3 min read
Researchers at the Blockchain Research Lab in Hamburg have outlined a new way to launder money on the blockchain: “Exclusive mining.”
Here’s how exclusive mining works, according to the paper by Dr. Elias Strehle of the Blockchain Research Lab and Lennart Ante of the University of Hamburg, published on Friday:
Someone places a transaction through a private channel and gives a single miner, or mining pool, the exclusive right to confirm that transaction and earn cryptocurrency as a reward. These are added to the blockchain, just like regular transactions.
This is different from what usually happens: if someone makes a Bitcoin transfer, everyone on the network can take a shot at mining it to earn their reward of Bitcoin.
Strehle told Decrypt that he is not the first to come up with the concept, but that his research is the first time it has been described in an academic paper.
So, how can the technology, as the paper mentions, be used for “camouflaging wealth transfers as transaction costs to evade taxes or launder money”?
Imagine that you’re a darknet drug baron and you need to launder your millions of Bitcoin. You send some Bitcoin to an exclusive miner—that you control—and get that miner to charge an absurdly high transaction fee.
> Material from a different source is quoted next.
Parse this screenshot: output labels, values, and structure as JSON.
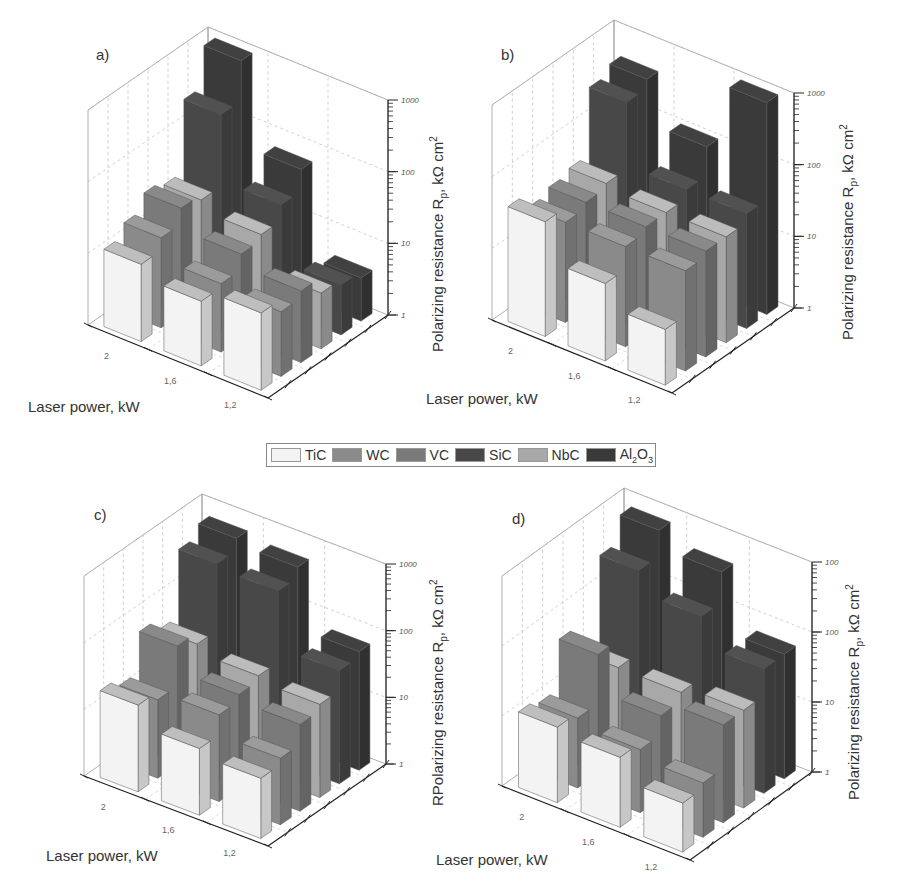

Then the exclusive miner takes the Bitcoin they received as a reward for processing this expensive transaction to a cryptocurrency exchange and swaps it for fiat currency. It looks legitimate since it’s income earned from Bitcoin mining. Then the exclusive miner gives the fiat currency to the mafia boss.
And the money trail disappears.
The researchers say that exclusive mining is pretty difficult to detect and can’t easily be solved—it is here to stay.
But is it likely to be used by money launderers?
“I have not come across [it],” Rich Sanders, CEO of blockchain investigations firm CipherBlade, told Decrypt.
“I've come across mining services as a laundering methodology, but it is FAR less technically complex—it's more like a deposit to [mining pool] NiceHash, which, from a functional perspective, will be equivalent to a deposit at an exchanger (trading one coin for another for chain-hopping),” he said, adding that it’s an “interesting” technique but one more likely to be employed by sophisticated users. “This isn't going to be a route, say, a divorcee is going to use—at least, not now. It's way too technical, so unless someone makes a turnkey solution, I doubt we'll see much of it.”
There are other, legitimate uses for exclusive mining, said Strehle. It opens up a whole new market for private mining: Imagine if you paid a miner a flat fee to process your transaction to get around volatile mining costs or to ensure that none of your miners go rogue and try and mess with the blockchain.
“My gut feeling is that this will become more and more important as block rewards go down on Bitcoin and Ethereum and miners will increasingly have to find other ways of securing their income,” said Strehle. Becoming the exclusive miner of an exchange could be good for business.